Because of this, the state anticipates that the full fallout of the SALT cap will be felt in 2019.   
The paper noted DiNapoli had some anecdotal information that people were leaving NY or changing their primary address (to a second home in a place with lower taxes, I'm assuming) and that "Wall Street volatility" could also have been a contributor, given how horrible the fourth quarter was. He also said
This is the most serious revenue shock New York has faced in many years. And that $2.3 billion figure will frankly get worse before it gets better. 
The big issue is that a very small number of people account for a huge percentage of the state's income tax. From the Buffalo News article:
Cuomo said the super-wealthy in New York - accounting for 1% of tax filers - end up paying 46% of the personal income taxes the state collects each year. 
"Tax the rich. Tax the rich. Tax the rich. We did that. God forbid the rich leave," Cuomo said of a mobile group of people who can more easily switch residences to states with lower state and local tax levels.  
The Sonofa Gov has faced bigger deficits - it was $10 billion during his first year - but now that the feel-good cost little items on the progressive agenda have been worked on, it's time for the legislature to get to work on the stuff that will actually cost the state money.
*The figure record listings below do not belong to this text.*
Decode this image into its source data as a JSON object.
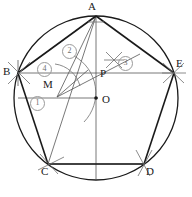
{
  "figure": {
    "type": "geometry-construction",
    "canvas": {
      "width": 192,
      "height": 197
    },
    "colors": {
      "stroke": "#1a1a1a",
      "thin": "#555555",
      "arc": "#6f6f6f",
      "circle_label": "#6f6f6f",
      "background": "#ffffff"
    },
    "circle": {
      "cx": 96,
      "cy": 98,
      "r": 82
    },
    "points": [
      {
        "name": "A",
        "label": "A",
        "x": 96,
        "y": 16,
        "label_x": 91,
        "label_y": 2,
        "dot": false
      },
      {
        "name": "B",
        "label": "B",
        "x": 18,
        "y": 73,
        "label_x": 4,
        "label_y": 68,
        "dot": false
      },
      {
        "name": "C",
        "label": "C",
        "x": 48,
        "y": 164,
        "label_x": 42,
        "label_y": 166,
        "dot": false
      },
      {
        "name": "D",
        "label": "D",
        "x": 144,
        "y": 164,
        "label_x": 147,
        "label_y": 166,
        "dot": false
      },
      {
        "name": "E",
        "label": "E",
        "x": 174,
        "y": 73,
        "label_x": 176,
        "label_y": 60,
        "dot": false
      },
      {
        "name": "O",
        "label": "O",
        "x": 96,
        "y": 98,
        "label_x": 102,
        "label_y": 99,
        "dot": true
      },
      {
        "name": "P",
        "label": "P",
        "x": 96,
        "y": 74,
        "label_x": 101,
        "label_y": 71,
        "dot": false
      },
      {
        "name": "M",
        "label": "M",
        "x": 57,
        "y": 95,
        "label_x": 44,
        "label_y": 81,
        "dot": false
      }
    ],
    "step_numbers": [
      {
        "label": "①",
        "text": "1",
        "x": 36,
        "y": 99
      },
      {
        "label": "②",
        "text": "2",
        "x": 68,
        "y": 47
      },
      {
        "label": "③",
        "text": "3",
        "x": 124,
        "y": 59
      },
      {
        "label": "④",
        "text": "4",
        "x": 43,
        "y": 65
      }
    ],
    "segments": [
      {
        "name": "pentagon-edge-AB",
        "from": "A",
        "to": "B",
        "weight": "thick"
      },
      {
        "name": "pentagon-edge-BC",
        "from": "B",
        "to": "C",
        "weight": "thick"
      },
      {
        "name": "pentagon-edge-CD",
        "from": "C",
        "to": "D",
        "weight": "thick"
      },
      {
        "name": "pentagon-edge-DE",
        "from": "D",
        "to": "E",
        "weight": "thick"
      },
      {
        "name": "pentagon-edge-EA",
        "from": "E",
        "to": "A",
        "weight": "thick"
      },
      {
        "name": "vertical-axis-AO",
        "from": "A",
        "to": "bottom",
        "weight": "thin"
      },
      {
        "name": "chord-BE",
        "from": "B",
        "to": "E",
        "weight": "thin"
      },
      {
        "name": "radius-horizontal-left",
        "from": "left-circle",
        "to": "O",
        "weight": "thin"
      },
      {
        "name": "segment-AM",
        "from": "A",
        "to": "M",
        "weight": "thin"
      },
      {
        "name": "segment-MP-extended",
        "from": "M",
        "to": "beyond-P",
        "weight": "thin"
      },
      {
        "name": "segment-AC",
        "from": "A",
        "to": "C",
        "weight": "thin"
      },
      {
        "name": "segment-PE",
        "from": "P",
        "to": "E",
        "weight": "thin"
      }
    ],
    "construction_arcs": [
      {
        "name": "arc-centered-M-through-P",
        "center": "M"
      },
      {
        "name": "arc-cross-at-B"
      },
      {
        "name": "arc-cross-at-C"
      },
      {
        "name": "arc-cross-at-D"
      },
      {
        "name": "arc-cross-at-E"
      },
      {
        "name": "arc-cross-step-3"
      },
      {
        "name": "arc-sweep-near-4"
      }
    ]
  }
}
Cutting spending, as Cuomo did back in 2011, is an option, and of course so is raising taxes - something that the Republicans don't seem to want any part of. Again from the TU:
Senate Minority Leader John J. Flanagan, in a statement, said that he fears Democrats will use the deficit as an excuse to increase taxes on middle-class New Yorkers.
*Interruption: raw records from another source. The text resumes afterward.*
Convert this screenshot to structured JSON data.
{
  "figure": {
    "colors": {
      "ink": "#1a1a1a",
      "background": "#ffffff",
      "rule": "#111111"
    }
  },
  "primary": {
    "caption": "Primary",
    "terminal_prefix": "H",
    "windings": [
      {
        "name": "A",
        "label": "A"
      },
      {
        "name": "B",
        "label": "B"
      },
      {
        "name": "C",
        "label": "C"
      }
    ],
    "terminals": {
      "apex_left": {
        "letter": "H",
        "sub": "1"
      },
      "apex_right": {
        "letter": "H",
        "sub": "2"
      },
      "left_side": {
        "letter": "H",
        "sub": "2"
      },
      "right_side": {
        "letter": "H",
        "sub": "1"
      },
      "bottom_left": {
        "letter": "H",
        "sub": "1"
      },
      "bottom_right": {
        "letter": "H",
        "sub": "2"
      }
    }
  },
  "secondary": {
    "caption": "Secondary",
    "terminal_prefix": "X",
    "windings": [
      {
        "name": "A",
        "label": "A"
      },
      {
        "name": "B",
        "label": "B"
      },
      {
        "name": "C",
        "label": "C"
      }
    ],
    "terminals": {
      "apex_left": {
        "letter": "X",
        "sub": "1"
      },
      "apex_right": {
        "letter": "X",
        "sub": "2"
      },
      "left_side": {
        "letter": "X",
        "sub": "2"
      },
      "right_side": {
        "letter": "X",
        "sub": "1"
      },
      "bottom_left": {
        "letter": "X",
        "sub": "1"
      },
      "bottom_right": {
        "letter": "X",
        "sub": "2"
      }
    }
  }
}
"We cannot allow this to happen," Flanagan said. "It's imperative that we balance the budget without resorting to tax increases, enact the spending cap into state law, and make the property tax cap permanent to bring certainty to homeowners and seniors. Budgeting is about choices, and it's time for Gov. Cuomo and legislative Democrats to make the right ones."
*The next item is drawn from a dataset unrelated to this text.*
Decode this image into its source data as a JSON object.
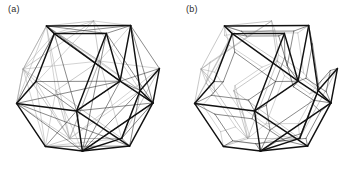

At the same time we were getting the bad news from Cuomo and DiNapoli, there was a rally to get $100M for child care subsidies - with even Republicans in attendance, illustrating the difficulties that the legislature is going to face.

Education and health care are the biggest budget items, but there aren't any plans yet on what can be cut. Assembly Speaker Carl Heastie said
It is way too early to say what we can do and cannot due and where we're going.
And, of course, there's also planning to protect us again deficits down the road, too. DiNapoli, speaking to City and State NY noted he was "pleased" that Cuomo had included $488M to reserves in his budget but
What I said the other day is I think perhaps it should be put on the table that we need to boost that figure even more. If this is going to be a problem for us not just to close out this year and the coming year, but in the next couple of years - God forbid it really gets worse - if you have more adequate reserves, that could help you weather the storm. I would argue we made a mistake not to build up the reserves more in the past. Even though it's a more challenging budget now, we would be smart to not only include what the governor proposed but add some more to that. 
Reduce spending? Raise taxes (please say NO!)? Save for a rainy day?

There will be some hard choices for folks to make in the coming weeks, with the budget due on April 1st - before the tax filing deadline. It will be an interesting process this year, one that will surely put the Dem majority to the test.